Day 7 in the Middle School Time Loop: Today you make it to lunch before anything major goes wrong. You think that the sneakers have protected you, and stare down at them lovingly, watching the Barbie-pink plastic stripes reflect the tube lights on the ceiling as you turn your feet this way and that. But then at lunch, Ashleigh comes up, arm and arm with a friend. Her eyes are a little pink, but only a little.
âAshleigh wanted me to tell you that sheâs really hurt that you copied her sneakers,â the friend informs you, nobly, as if it would be too unpleasant for Ashleigh to have to say this herself. Her mouth is solemn but her eyes are gleeful.
âI didnâtâŚâ You start to deny it automatically, even though itâs true. And yet, something wonât let you apologize. Doesnât she see your imitation for what it is: the most sincere compliment you know how to bestow? This is your Hail Mary.
As you meet her eyes, you realize she does know, but this only makes her despise you more.
âI think a lot of people have these sneakers,â you stammer, in the end, and they just sniff and turn away. You go back to eating your lunch alone.
Day 8 of the Middle School Time Loop: even though you do well in every class, you must be so much more stupid than your classmates, to be missing whatever detail it is that they seem to have caught. How do they do it so quickly? Before recess, before the end of homeroom, even, they all just know. Youâve had endless chances to do this day over and yet you never seem to be able to catch up with them. Running to stand still, youâve heard your mother say, when sheâs busy at work. Thatâs you. Running to stand still.

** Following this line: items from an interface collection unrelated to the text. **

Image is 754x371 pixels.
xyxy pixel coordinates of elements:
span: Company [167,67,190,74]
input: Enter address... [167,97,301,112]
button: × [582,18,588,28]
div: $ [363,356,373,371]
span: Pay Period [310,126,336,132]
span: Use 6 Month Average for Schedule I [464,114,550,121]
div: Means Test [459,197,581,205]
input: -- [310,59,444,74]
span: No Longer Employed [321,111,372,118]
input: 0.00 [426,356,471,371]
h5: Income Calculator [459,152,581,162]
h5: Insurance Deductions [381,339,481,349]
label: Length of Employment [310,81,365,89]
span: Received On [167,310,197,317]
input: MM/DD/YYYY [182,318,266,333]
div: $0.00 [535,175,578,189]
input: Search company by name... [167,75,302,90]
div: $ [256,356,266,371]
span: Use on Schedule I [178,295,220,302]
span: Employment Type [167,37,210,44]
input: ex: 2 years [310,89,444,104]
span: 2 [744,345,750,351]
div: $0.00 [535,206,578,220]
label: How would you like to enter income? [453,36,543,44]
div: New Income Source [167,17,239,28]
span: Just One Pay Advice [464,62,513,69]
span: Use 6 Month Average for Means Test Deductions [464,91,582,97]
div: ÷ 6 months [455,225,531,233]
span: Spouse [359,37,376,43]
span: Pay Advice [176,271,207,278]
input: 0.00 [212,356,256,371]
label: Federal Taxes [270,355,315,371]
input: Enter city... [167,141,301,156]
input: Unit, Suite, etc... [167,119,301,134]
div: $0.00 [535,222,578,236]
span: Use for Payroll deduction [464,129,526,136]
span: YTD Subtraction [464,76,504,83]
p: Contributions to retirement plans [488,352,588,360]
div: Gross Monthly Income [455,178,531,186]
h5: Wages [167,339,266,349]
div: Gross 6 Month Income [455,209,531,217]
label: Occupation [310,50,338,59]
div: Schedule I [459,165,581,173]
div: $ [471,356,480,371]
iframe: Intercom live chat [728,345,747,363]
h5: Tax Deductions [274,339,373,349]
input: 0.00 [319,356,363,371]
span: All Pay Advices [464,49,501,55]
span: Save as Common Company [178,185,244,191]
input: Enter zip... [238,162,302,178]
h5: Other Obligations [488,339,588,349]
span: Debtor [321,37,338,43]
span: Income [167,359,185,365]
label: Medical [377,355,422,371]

Day 9 of the Middle School Time Loop: you pretend to be sick again, and you realize that if you want to, you can pretend to be sick every day. It's easy to convince your parents: you look tired and unhappy, your eyes small within their dark circles, like some underground creature. You stop watching that TV Show that you never really wanted to watch in the first place, and instead dream your way through all your favourite childhood movies. Disney, Pixar, Studio Ghibli. You retreat into jewel-colored landscapes, where everyone is magical or beautiful or at least funny, and the heroes always win in the end.
Day 10 of the Middle School Time Loop: You notice that most of the Pixar heroes, the Disney princesses look more like Ashleigh than you. Long hair. Pale eyes. Button noses. And all of them, so thin.
Day 11 of the Middle School Time Loop: you go to school, but you donât talk to anyone. You donât even answer your name at roll call. Your teacher asks you if anything is wrong at school, or at home perhaps. You shake your head, but that evening you hear your father taking a call. You shrug off his worry: itâll be forgotten tomorrow anyway.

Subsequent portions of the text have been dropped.